Location, venue and maps

A clickable campus map can be found at this link right here. Note the following important locations:

  • The conference venue is the Friend Center, attached to the Computer Science building. The Sunday reception will be held in Sherrerd Hall, across the courtyard from the Friend Center. This is about 0.4miles from the Nassau Inn. The reception starts at 7pm on Sunday.
  • The Dinky Station is where the train from New York arrives on campus. This is south of the Nassau Inn, across campus by about 0.4 miles.
  • The Nassau Inn is not on this map, but it is right above 1 Palmer Square in the top center. The Inn is in the square, just past the post office.

The Banquet venue is the Mountain Lakes House, at 57 Mountain Avenue. This is a little under a mile from the Hotel, to the north.

 

Things to do in Princeton

Princeton is a small but upscale town with a thriving downtown, the Nassau Inn being right in the middle. Across from the hotel is the university campus, whose tranquil and pastoral architecture is work exploring. Beyond this, here is a list of specific locations worth checking out.

  • Visit the Princeton Art Museum.The Princeton Museum of Art is on campus, across from the Hotel.

    Also, if you are an art buff, you may want to check out the tap room in the basement of the Nassau Inn: behind the bar is one of the few murals painted in place by Norman Rockwell. As is the case with many of his works, he painted himself into it.

  • If you are in town on Sunday at 1pm, you may want to walk to the Graduate College and hear the weekly carillon concert. The graduate college is in the west end of campus, and sports a 20-ton carillon with 67 bells, one of the few in the country. Every week the carillon is played from 1 to 1:45pm.
  • Visit the Bent Spoon. This is right in the same courtyard as the Nassau Inn, and features the best gelato in New Jersey.
  • Visit Grounds for Sculplture. Off I295 driving towards Trenton, Grounds for Sculpture is a sculpture garden of unusual size. If you have a car, you might want to consider finding it.
  • If you are a history buff and have a car, you may want to check out the Princeton Battlefield. This is the site of the battle of Princeton, a turning point in the American revolutionary war. The site includes a small museum, and a replanted shoot from the Mercer Oak (Gen. Hugh Mercer died at the foot of this tree, which finally fell down from strong winds in 2002.)
  • See if you can find the steganographic message concealed in the exterior of the Computer Science building. This is the brick building merged with the Friend Center, our conference venue. Hint: the message payload is small, and it isn’t anything you don’t already know.

 

Registration Open

Registration is open for ACM MMSEC 2009, at the RegOnline online registration site.

The registration fees are as follows:

Before August 15 After August 15 Students
ACM/SIG member $335.00 ACM/SIG member $385.00 Student $200.00
Non-member $385.00 Non-member $435.00

 

MM&SEC 2009

NOTE: The submission deadline has been extended to May 7, 2009.

The 11th ACM workshop on Multimedia and Security will be held in Princeton, New Jersey, USA on September 7th and 8th of 2009.

OBJECTIVES

  • Discussion of emerging technologies in digital multimedia authentication, encryption, identification, fingerprinting, steganography and steganalysis, secure multimedia networking and biometric user authentication.
  • Identification of critical high impact research problems addressing specific deficiencies in the field of secure multimedia distribution and consumption.
  • Formulation of target applications of identified technologies in both the commercial, civilian, and military sectors.
  • Exposition of legal, business and technology policy issues relevant to multimedia security.

Scope

Papers addressing security in multimedia processing, transmission, and consumption are welcomed. Both theoretical concepts dealing with fundamental performance issues and application-oriented contributions within this scope will be considered. Software and hardware demonstrations are highly encouraged.

Topics include, but are not limited to:

Topics include, but are not limited to,
  • Multimedia watermarking, fingerprinting and identification.
  • Multimedia authentication and encryption. Signal processing in
    encrypted domains.
  • Steganography and steganalysis.
  • Data hiding in biometrics, security issues of biometrics, biometric
    template protection, security in multimodal and multifactor authentication.
  • Practical systems exhibiting data hiding characteristics.
  • Digital media forensics.
  • Multimedia network protection, privacy and security.
  • Secure multimedia system design, trusted computing, and protocol security.
  • Security evaluation and benchmarks.
  • Emerging applications.
  • Legal and business issues as well as their interaction with
    technological development.
  • Issues of technology policy and public policy in multimedia security, for example DRM, copyright, privacy, interoperability and accessibility.

Paper submission and templates

The ACM formatting rules and templates can be found at
http://www.acm.org/sigs/pubs/proceed/template.html. Full papers should be 6–10
pages long, short papers 4–6 pages long.

To submit a paper, visit our submission site at https://cmt.research.microsoft.com/ACMMMS2009/. Create a new user account,
login, and follow the submission instructions.

These instructions can also be found on the submissions tab at the top of the page.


* ASSIGNED TASK:
Exactly as they appear, output all of the records. Skip any images.

* GIVEN RECORDS:
* * * * *
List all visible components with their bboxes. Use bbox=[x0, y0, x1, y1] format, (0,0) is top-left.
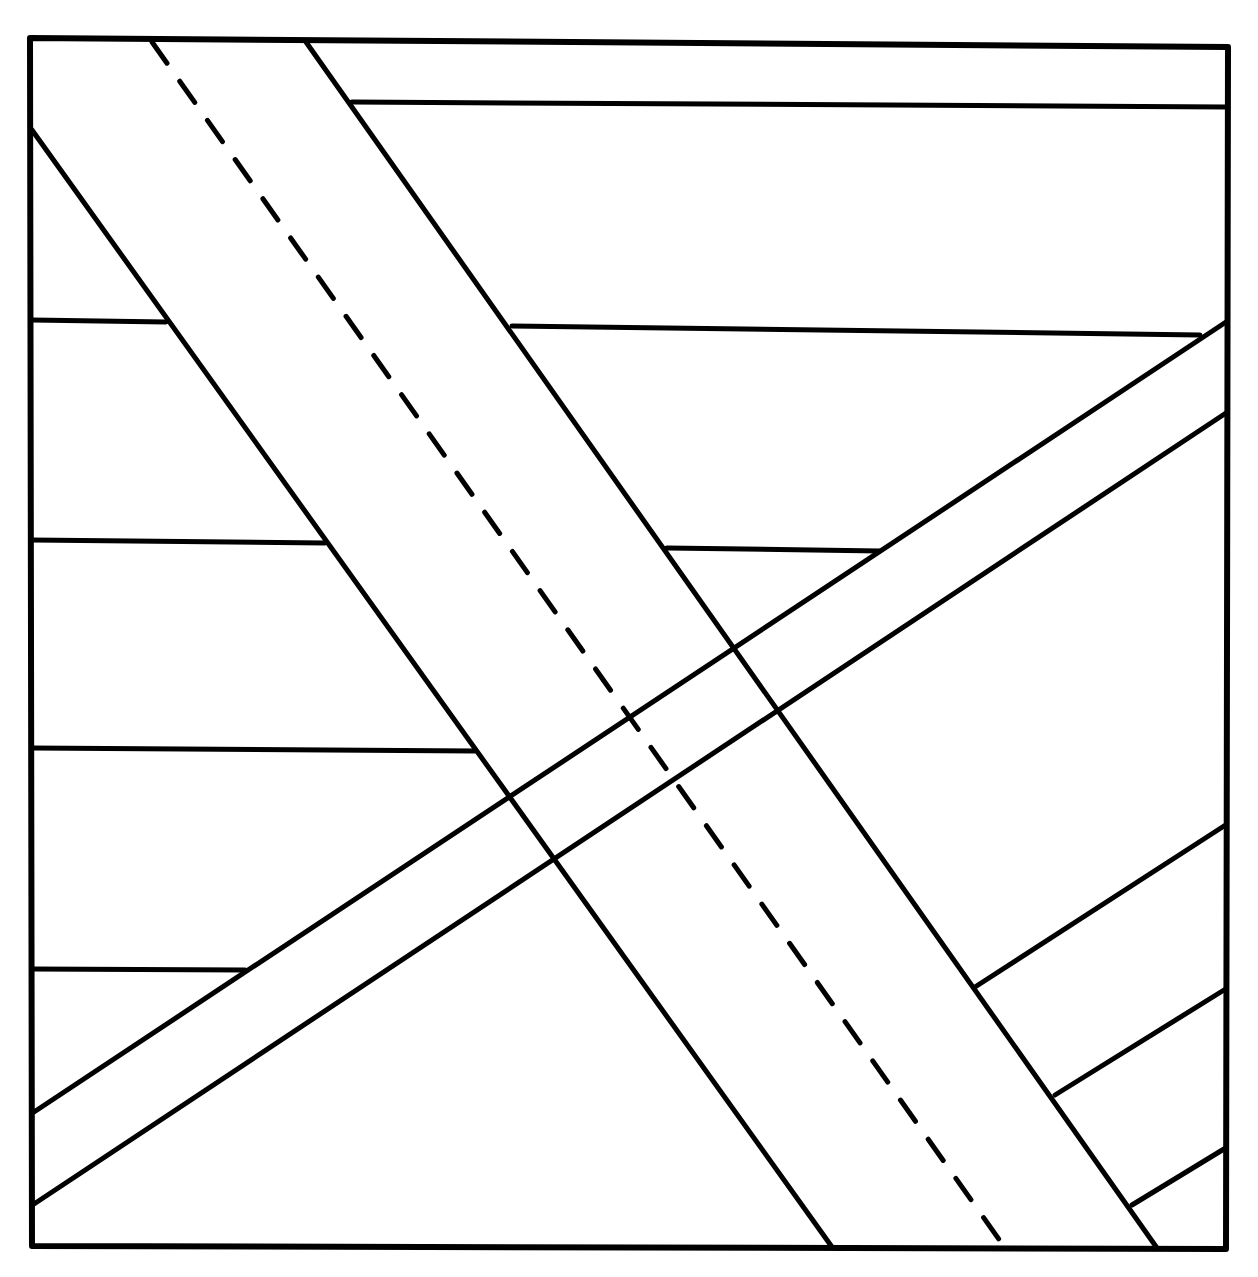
stratum-line bbox=[32, 540, 325, 543]
stratum-line bbox=[32, 969, 245, 970]
stratum-line bbox=[352, 102, 1226, 107]
geologic-block-diagram bbox=[0, 0, 1258, 1277]
stratum-line bbox=[32, 320, 166, 322]
main-dike-left-edge bbox=[32, 130, 832, 1247]
stratum-line bbox=[512, 326, 1200, 335]
stratum-line bbox=[667, 548, 880, 551]
strata-lines bbox=[32, 102, 1226, 1205]
diagram-frame bbox=[30, 38, 1228, 1249]
stratum-line bbox=[1132, 1149, 1224, 1205]
stratum-line bbox=[1055, 990, 1224, 1095]
stratum-line bbox=[32, 748, 475, 751]
stratum-line bbox=[975, 826, 1224, 987]
secondary-dike-lower-edge bbox=[34, 413, 1226, 1204]
main-dike-right-edge bbox=[306, 42, 1157, 1248]
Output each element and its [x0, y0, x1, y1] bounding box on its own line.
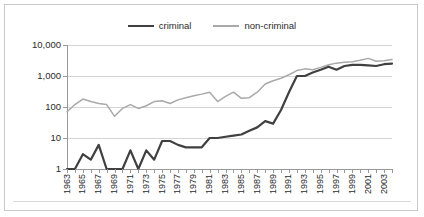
x-axis-tickmark [273, 169, 274, 173]
x-axis-tickmark [194, 169, 195, 173]
x-axis-tickmark [138, 169, 139, 173]
x-axis-tickmark [130, 169, 131, 173]
x-axis-tickmark [360, 169, 361, 173]
x-axis-tick-label: 1973 [142, 174, 151, 194]
series-lines [67, 45, 392, 169]
y-axis-tick-label: 1 [56, 164, 61, 174]
x-axis-tick-label: 1967 [94, 174, 103, 194]
x-axis-tickmark [83, 169, 84, 173]
x-axis-tick-label: 1981 [205, 174, 214, 194]
x-axis-tick-label: 1991 [284, 174, 293, 194]
x-axis-tickmark [226, 169, 227, 173]
x-axis-tickmark [210, 169, 211, 173]
x-axis-tick-label: 1969 [110, 174, 119, 194]
x-axis-tickmark [91, 169, 92, 173]
series-line-criminal [67, 64, 392, 169]
chart-frame: criminal non-criminal 10,0001,000100101 … [4, 4, 418, 211]
x-axis-tickmark [257, 169, 258, 173]
x-axis-tick-label: 2001 [364, 174, 373, 194]
y-axis-tick-label: 10 [50, 133, 61, 143]
x-axis-tickmark [186, 169, 187, 173]
y-axis-tick-label: 100 [45, 102, 61, 112]
x-axis-tickmark [368, 169, 369, 173]
x-axis-tick-label: 1989 [269, 174, 278, 194]
x-axis-tickmark [384, 169, 385, 173]
x-axis-tickmark [146, 169, 147, 173]
x-axis-tickmark [249, 169, 250, 173]
x-axis-tick-label: 1995 [316, 174, 325, 194]
x-axis-tickmark [122, 169, 123, 173]
x-axis-tick-label: 1965 [78, 174, 87, 194]
x-axis-tick-label: 1987 [253, 174, 262, 194]
x-axis-tickmark [67, 169, 68, 173]
x-axis-tickmark [154, 169, 155, 173]
x-axis-tickmark [75, 169, 76, 173]
footer-divider [13, 201, 411, 202]
x-axis-tick-label: 1985 [237, 174, 246, 194]
x-axis-tick-label: 1979 [189, 174, 198, 194]
x-axis-tickmark [305, 169, 306, 173]
x-axis-tick-label: 1977 [173, 174, 182, 194]
y-axis-tickmark [63, 76, 67, 77]
y-axis-tickmark [63, 107, 67, 108]
x-axis-tickmark [376, 169, 377, 173]
x-axis-tickmark [99, 169, 100, 173]
x-axis-tick-label: 2003 [380, 174, 389, 194]
x-axis-tick-label: 1975 [158, 174, 167, 194]
y-axis-tickmark [63, 45, 67, 46]
x-axis-tickmark [178, 169, 179, 173]
x-axis-tick-label: 1999 [348, 174, 357, 194]
x-axis-tick-label: 1983 [221, 174, 230, 194]
x-axis-tickmark [265, 169, 266, 173]
x-axis-tickmark [218, 169, 219, 173]
plot-canvas [67, 45, 392, 169]
x-axis-tick-label: 1993 [300, 174, 309, 194]
x-axis-tick-label: 1971 [126, 174, 135, 194]
y-axis-tick-label: 1,000 [37, 71, 61, 81]
x-axis-tickmark [115, 169, 116, 173]
x-axis-tickmark [233, 169, 234, 173]
y-axis-labels: 10,0001,000100101 [5, 5, 67, 212]
x-axis-tickmark [297, 169, 298, 173]
y-axis-tick-label: 10,000 [32, 40, 61, 50]
x-axis-labels: 1963196519671969197119731975197719791981… [67, 174, 392, 214]
x-axis-tickmark [392, 169, 393, 173]
x-axis-tickmark [344, 169, 345, 173]
x-axis-tickmark [281, 169, 282, 173]
plot-area: 10,0001,000100101 1963196519671969197119… [5, 5, 419, 212]
y-axis-tickmark [63, 138, 67, 139]
x-axis-tickmark [337, 169, 338, 173]
x-axis-tickmark [329, 169, 330, 173]
x-axis-tickmark [162, 169, 163, 173]
x-axis-tickmark [241, 169, 242, 173]
x-axis-tickmark [313, 169, 314, 173]
x-axis-tickmark [289, 169, 290, 173]
x-axis-tickmark [321, 169, 322, 173]
x-axis-tick-label: 1963 [63, 174, 72, 194]
x-axis-tickmark [107, 169, 108, 173]
x-axis-tickmark [352, 169, 353, 173]
x-axis-tickmark [202, 169, 203, 173]
x-axis-tick-label: 1997 [332, 174, 341, 194]
x-axis-tickmark [170, 169, 171, 173]
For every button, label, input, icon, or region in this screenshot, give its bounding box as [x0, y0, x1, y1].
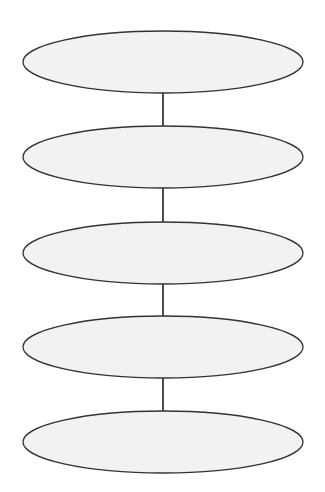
* * * * *
* ANSWER BELOW:
List all visible components with their bboxes. Use bbox=[x0, y0, x1, y1] format, (0,0) is top-left.
stratum-line bbox=[32, 540, 325, 543]
stratum-line bbox=[32, 969, 245, 970]
stratum-line bbox=[352, 102, 1226, 107]
geologic-block-diagram bbox=[0, 0, 1258, 1277]
stratum-line bbox=[32, 320, 166, 322]
main-dike-left-edge bbox=[32, 130, 832, 1247]
stratum-line bbox=[512, 326, 1200, 335]
stratum-line bbox=[667, 548, 880, 551]
strata-lines bbox=[32, 102, 1226, 1205]
diagram-frame bbox=[30, 38, 1228, 1249]
stratum-line bbox=[1132, 1149, 1224, 1205]
stratum-line bbox=[1055, 990, 1224, 1095]
stratum-line bbox=[32, 748, 475, 751]
stratum-line bbox=[975, 826, 1224, 987]
secondary-dike-lower-edge bbox=[34, 413, 1226, 1204]
main-dike-right-edge bbox=[306, 42, 1157, 1248]
Output each element and its [x0, y0, x1, y1] bounding box on its own line.
x-axis-tickmark [273, 169, 274, 173]
x-axis-tickmark [194, 169, 195, 173]
x-axis-tickmark [138, 169, 139, 173]
x-axis-tickmark [130, 169, 131, 173]
x-axis-tickmark [360, 169, 361, 173]
x-axis-tick-label: 1973 [142, 174, 151, 194]
series-lines [67, 45, 392, 169]
y-axis-tick-label: 1 [56, 164, 61, 174]
x-axis-tick-label: 1967 [94, 174, 103, 194]
x-axis-tickmark [83, 169, 84, 173]
x-axis-tick-label: 1981 [205, 174, 214, 194]
x-axis-tick-label: 1991 [284, 174, 293, 194]
x-axis-tickmark [226, 169, 227, 173]
x-axis-tickmark [210, 169, 211, 173]
x-axis-tick-label: 1969 [110, 174, 119, 194]
x-axis-tickmark [91, 169, 92, 173]
series-line-criminal [67, 64, 392, 169]
chart-frame: criminal non-criminal 10,0001,000100101 … [4, 4, 418, 211]
x-axis-tickmark [257, 169, 258, 173]
x-axis-tick-label: 2001 [364, 174, 373, 194]
y-axis-tick-label: 10 [50, 133, 61, 143]
x-axis-tickmark [186, 169, 187, 173]
y-axis-tick-label: 100 [45, 102, 61, 112]
x-axis-tickmark [368, 169, 369, 173]
x-axis-tick-label: 1989 [269, 174, 278, 194]
x-axis-tickmark [384, 169, 385, 173]
x-axis-tickmark [146, 169, 147, 173]
x-axis-tickmark [249, 169, 250, 173]
x-axis-tick-label: 1995 [316, 174, 325, 194]
x-axis-tickmark [122, 169, 123, 173]
x-axis-tick-label: 1965 [78, 174, 87, 194]
x-axis-tick-label: 1987 [253, 174, 262, 194]
x-axis-tickmark [67, 169, 68, 173]
x-axis-tickmark [154, 169, 155, 173]
x-axis-tickmark [75, 169, 76, 173]
footer-divider [13, 201, 411, 202]
x-axis-tick-label: 1985 [237, 174, 246, 194]
x-axis-tick-label: 1979 [189, 174, 198, 194]
x-axis-tickmark [305, 169, 306, 173]
x-axis-tick-label: 1977 [173, 174, 182, 194]
y-axis-tickmark [63, 76, 67, 77]
y-axis-tickmark [63, 107, 67, 108]
x-axis-tickmark [376, 169, 377, 173]
x-axis-tickmark [99, 169, 100, 173]
x-axis-tick-label: 2003 [380, 174, 389, 194]
x-axis-tick-label: 1975 [158, 174, 167, 194]
y-axis-tickmark [63, 45, 67, 46]
x-axis-tickmark [178, 169, 179, 173]
x-axis-tick-label: 1999 [348, 174, 357, 194]
x-axis-tick-label: 1983 [221, 174, 230, 194]
x-axis-tickmark [265, 169, 266, 173]
x-axis-tickmark [218, 169, 219, 173]
plot-canvas [67, 45, 392, 169]
x-axis-tick-label: 1993 [300, 174, 309, 194]
x-axis-tick-label: 1971 [126, 174, 135, 194]
y-axis-tick-label: 1,000 [37, 71, 61, 81]
x-axis-tickmark [115, 169, 116, 173]
x-axis-tickmark [233, 169, 234, 173]
y-axis-labels: 10,0001,000100101 [5, 5, 67, 212]
x-axis-tickmark [297, 169, 298, 173]
y-axis-tick-label: 10,000 [32, 40, 61, 50]
x-axis-labels: 1963196519671969197119731975197719791981… [67, 174, 392, 214]
x-axis-tickmark [392, 169, 393, 173]
x-axis-tickmark [344, 169, 345, 173]
x-axis-tickmark [281, 169, 282, 173]
plot-area: 10,0001,000100101 1963196519671969197119… [5, 5, 419, 212]
y-axis-tickmark [63, 138, 67, 139]
x-axis-tickmark [337, 169, 338, 173]
x-axis-tickmark [329, 169, 330, 173]
x-axis-tickmark [162, 169, 163, 173]
x-axis-tickmark [241, 169, 242, 173]
x-axis-tickmark [313, 169, 314, 173]
x-axis-tickmark [289, 169, 290, 173]
x-axis-tickmark [321, 169, 322, 173]
x-axis-tick-label: 1963 [63, 174, 72, 194]
x-axis-tickmark [107, 169, 108, 173]
x-axis-tickmark [352, 169, 353, 173]
x-axis-tickmark [202, 169, 203, 173]
x-axis-tick-label: 1997 [332, 174, 341, 194]
x-axis-tickmark [170, 169, 171, 173]
For every button, label, input, icon, or region in this screenshot, give its bounding box as [x0, y0, x1, y1].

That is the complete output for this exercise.